Anonymous Tip: Meet the Prosecutor

Anonymous Tip: Meet the Prosecutor 2015-01-30T15:16:33-04:00

Anonymous Tip: A Review Series

Last week we began chapter 2 of Michael Farris’s novel, Anonymous Tip. In the opening pages of the chapter, Donna, the social worker, hatched a plan with her supervisor, Blackburn, to frame Gwen Landis for abuse in order to remove her daughter Casey from her home. Remember that Donna forced her way into Gwen’s home on the basis of an anonymous tip, and there found no evidence for abuse. In spite of this, Donna wants to take Gwen’s daughter Casey from her. Why, exactly? To get back at Gwen for calling her a Nazi and a witch.

It goes without saying that what Donna is doing is both illegal and extremely unethical. It also goes against Donna’s frequent claims that she’s in the business of social work to protect children. If her interest were protecting children, she would move on to the many other cases she ought to have waiting for her.

In this section, we meet the prosecutor who will be making Donna’s case against Gwen Landis before the judge.

Gail Willet joined the office of the Spokane County Prosecuting Attorney on the first of May. Her marriage to a Seattle architect had been on the rocks for two years. A cute young secretary proved to be just too alluring. The divorce was final in March.

Farris goes on to say that Gail had graduated from law school at the University of Washington six years before. We aren’t given any indication that she started law school later in life, so if we assume she went straight from undergrad to law school and to that the six years Farris tells us she spent as “a top child abuse prosecutor in the King County Prosecutor’s office” before coming to Spokane, Gail is now 31, and her marriage began to have trouble when she was 29. Just how young was this “cute young secretary” I’m wondering?

But let’s talk about how Farris presents this, because I find it interesting. First of all, he has the prosecuting attorney be a divorced woman. So Donna the social worker is living with her boyfriend (or at least sleeping with him) and Gail the prosecutor is divorced. Neither one of them are living approved lives by evangelical standards. (Of course, the observant reader will note that Gwen is also divorced. Don’t worry, that becomes an issue later, in grand evangelical style.)

But also, note the way it’s ordered. First, we are told that their marriage had been on the rocks for two years. No one party is faulted for this, so the natural assumption would be that both parties had let the marriage fall into disrepair. But then we are told that “a cute young secretary proved to be just too alluring.” As I read it, the suggestion is that their marriage was on the rocks, and in part as a result of that, the husband had an affair with the secretary. But notice who has agency there and who doesn’t—the secretary is the one that does the alluring, and it reads almost as though the husband had no agency.

Frankly, it is the Gail (for letting her marriage slip) and the secretary (for doing the alluring) who are primarily blamed here, and not the husband. And honestly, in this subculture young secretaries are just assumed to be there alluring their bosses, waiting for a wife to let things slip so that her husband will be vulnerable and become easy prey, so it’s really Gail who bears the brunt of the blame. She let her marriage slip, after all!

Now maybe I’m reading too much into this, and it’s true that I’m approaching with some background knowledge of Farris’s views on marriage. Farris believes that women must submit to and obey their husbands, and that women who don’t do this are disobeying God. So am I reading too much into Farris’s description of Gail’s divorce? I’ll leave that to you to decide.

We are told that Gail came to Spokane to get away from Seattle, what with the divorce and all. We learn that the chief prosecutor, Charles Sexton, was excited to bring her on board, because he usually hired prosecutors fresh out of law school, and she came with six years of experience. We are also told, however, that Gail was “competent, tough, and would take no prisoners in the courtroom,” and that Charles was a bit worried about her “tendency to display a harder edge than was the norm” in Spokane. And then we get this:

Twelve-hour days were the norm. If she got busy, she would do more. Work was more than a career for Willet at the moment; it was the salve she chose to place on her inner hurts.

Honestly, we get more character development of Gail here than we’ve gotten of Donna in all these pages! All we really know about Donna is that she is her department’s ace investigator, that she was a party girl in college, and that she’s dating a rich kid who is about to graduate from law school top in his class and has daddy issues. We have very little to help us understand why Donna is acting the way she is.

Next week we turn to Donna’s meeting with Gail, in which she will make her case against Gwen, the case Gail will then argue before a judge.

Note: Since readers have been asking, I should clarify that Farris is not completely clear about who has the affair with the cute young secretary, or whether that secretary is male or female. Given that Gail ends up on the dumps and feeling Seattle, and given that in the evangelical and fundamentalist world it’s generally men who have affairs with secretaries, rather than women, I made the assumption that it was Gail’s husband who had the affair. I also assumed that the secretary was female, as Farris most definitely would have made a big deal of it otherwise.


Scan the entries line by line and return those with "mining".

[Dataset entries on figures]
***

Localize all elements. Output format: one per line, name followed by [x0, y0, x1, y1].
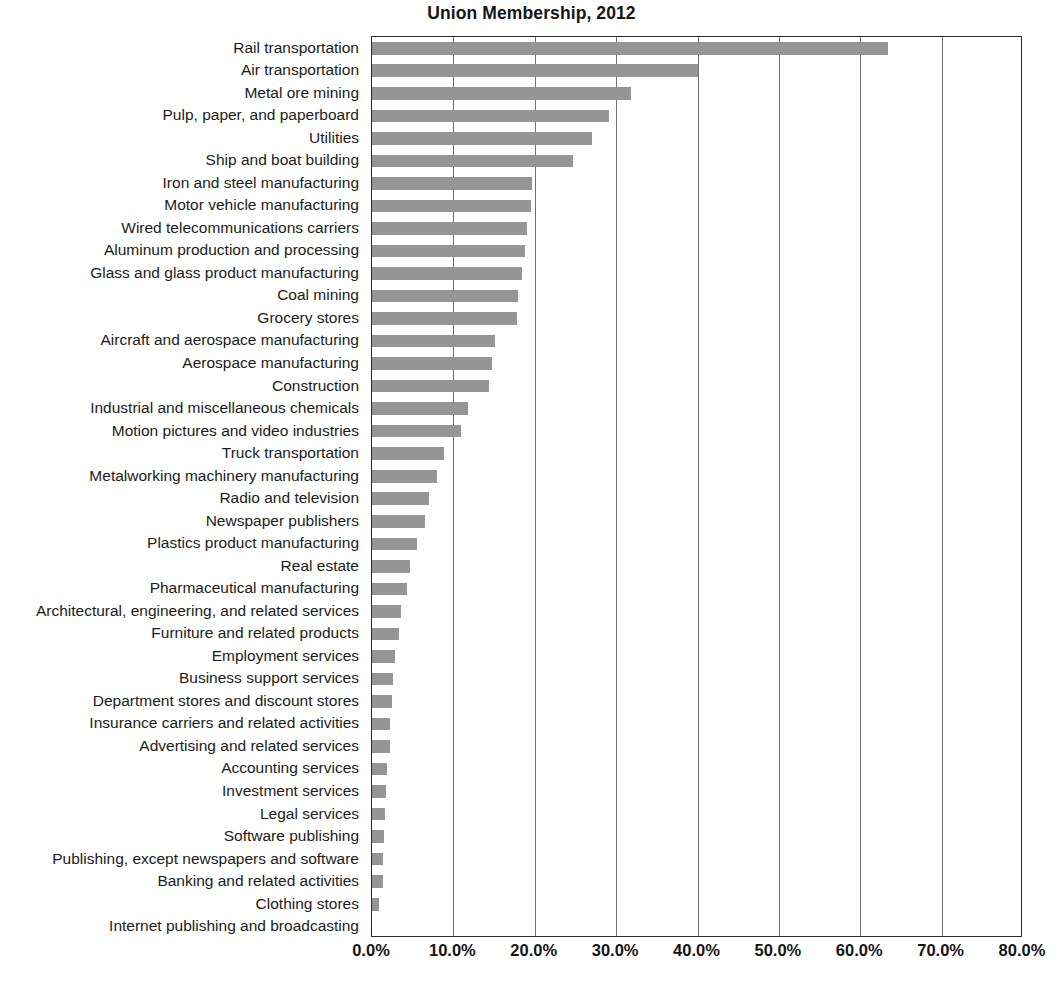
bar-row — [372, 42, 1021, 55]
y-tick-label: Department stores and discount stores — [93, 693, 359, 709]
y-tick-label: Architectural, engineering, and related … — [36, 603, 359, 619]
bar-row — [372, 380, 1021, 393]
bar-row — [372, 267, 1021, 280]
bar — [372, 425, 461, 438]
bar-row — [372, 560, 1021, 573]
bar-row — [372, 177, 1021, 190]
y-tick-label: Air transportation — [241, 62, 359, 78]
x-tick-label: 40.0% — [673, 941, 720, 960]
y-tick-label: Coal mining — [277, 287, 359, 303]
x-tick-label: 60.0% — [836, 941, 883, 960]
bar-row — [372, 222, 1021, 235]
y-tick-label: Truck transportation — [222, 445, 359, 461]
bar-row — [372, 132, 1021, 145]
bar-row — [372, 290, 1021, 303]
chart-title: Union Membership, 2012 — [0, 3, 1063, 24]
bar-row — [372, 650, 1021, 663]
bar-row — [372, 740, 1021, 753]
y-tick-label: Advertising and related services — [139, 738, 359, 754]
bar-row — [372, 785, 1021, 798]
bar-row — [372, 515, 1021, 528]
x-tick-label: 50.0% — [754, 941, 801, 960]
y-tick-label: Real estate — [281, 558, 359, 574]
bar-row — [372, 830, 1021, 843]
bar-row — [372, 402, 1021, 415]
bar-row — [372, 470, 1021, 483]
y-tick-label: Accounting services — [221, 760, 359, 776]
bar-row — [372, 110, 1021, 123]
bar — [372, 470, 437, 483]
bar-row — [372, 447, 1021, 460]
bar — [372, 673, 393, 686]
y-tick-label: Internet publishing and broadcasting — [109, 918, 359, 934]
y-tick-label: Business support services — [179, 670, 359, 686]
bar — [372, 245, 525, 258]
y-tick-label: Legal services — [260, 806, 359, 822]
y-tick-label: Metal ore mining — [244, 85, 359, 101]
bar — [372, 132, 592, 145]
bar — [372, 447, 444, 460]
bar-row — [372, 64, 1021, 77]
y-tick-label: Insurance carriers and related activitie… — [89, 715, 359, 731]
y-tick-label: Pharmaceutical manufacturing — [150, 580, 359, 596]
bar — [372, 538, 417, 551]
bar — [372, 898, 379, 911]
bar-row — [372, 245, 1021, 258]
bar-row — [372, 920, 1021, 933]
x-tick-label: 70.0% — [917, 941, 964, 960]
bars-layer — [372, 37, 1021, 936]
bar-row — [372, 538, 1021, 551]
y-tick-label: Clothing stores — [256, 896, 359, 912]
bar — [372, 402, 468, 415]
y-tick-label: Aerospace manufacturing — [182, 355, 359, 371]
y-tick-label: Radio and television — [219, 490, 359, 506]
bar — [372, 42, 888, 55]
y-tick-label: Ship and boat building — [206, 152, 359, 168]
bar — [372, 583, 407, 596]
bar-row — [372, 357, 1021, 370]
y-tick-label: Utilities — [309, 130, 359, 146]
bar — [372, 64, 698, 77]
y-tick-label: Industrial and miscellaneous chemicals — [90, 400, 359, 416]
bar-row — [372, 425, 1021, 438]
bar-row — [372, 808, 1021, 821]
y-tick-label: Motor vehicle manufacturing — [164, 197, 359, 213]
bar-row — [372, 763, 1021, 776]
y-tick-label: Plastics product manufacturing — [147, 535, 359, 551]
bar — [372, 380, 489, 393]
bar-row — [372, 898, 1021, 911]
bar — [372, 357, 492, 370]
y-tick-label: Rail transportation — [233, 40, 359, 56]
bar — [372, 492, 429, 505]
y-tick-label: Aluminum production and processing — [104, 242, 359, 258]
y-tick-label: Employment services — [212, 648, 359, 664]
bar — [372, 763, 387, 776]
bar-row — [372, 335, 1021, 348]
y-tick-label: Publishing, except newspapers and softwa… — [52, 851, 359, 867]
bar — [372, 740, 390, 753]
y-tick-label: Metalworking machinery manufacturing — [89, 468, 359, 484]
x-tick-label: 0.0% — [352, 941, 390, 960]
bar-row — [372, 200, 1021, 213]
bar-row — [372, 853, 1021, 866]
bar — [372, 290, 518, 303]
bar-row — [372, 583, 1021, 596]
y-tick-label: Furniture and related products — [151, 625, 359, 641]
y-tick-label: Newspaper publishers — [206, 513, 359, 529]
bar — [372, 808, 385, 821]
y-tick-label: Investment services — [222, 783, 359, 799]
bar — [372, 110, 609, 123]
bar-row — [372, 605, 1021, 618]
bar — [372, 155, 573, 168]
bar-row — [372, 628, 1021, 641]
bar — [372, 628, 399, 641]
bar — [372, 335, 495, 348]
x-tick-label: 80.0% — [999, 941, 1046, 960]
y-tick-label: Wired telecommunications carriers — [121, 220, 359, 236]
union-membership-bar-chart: Union Membership, 2012 Rail transportati… — [0, 0, 1063, 985]
bar — [372, 267, 522, 280]
y-tick-label: Motion pictures and video industries — [112, 423, 359, 439]
bar-row — [372, 875, 1021, 888]
y-tick-label: Aircraft and aerospace manufacturing — [101, 332, 359, 348]
bar — [372, 785, 386, 798]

***

» OUTPUT
y-tick-label: Coal mining — [277, 287, 359, 303]
y-tick-label: Metal ore mining — [244, 85, 359, 101]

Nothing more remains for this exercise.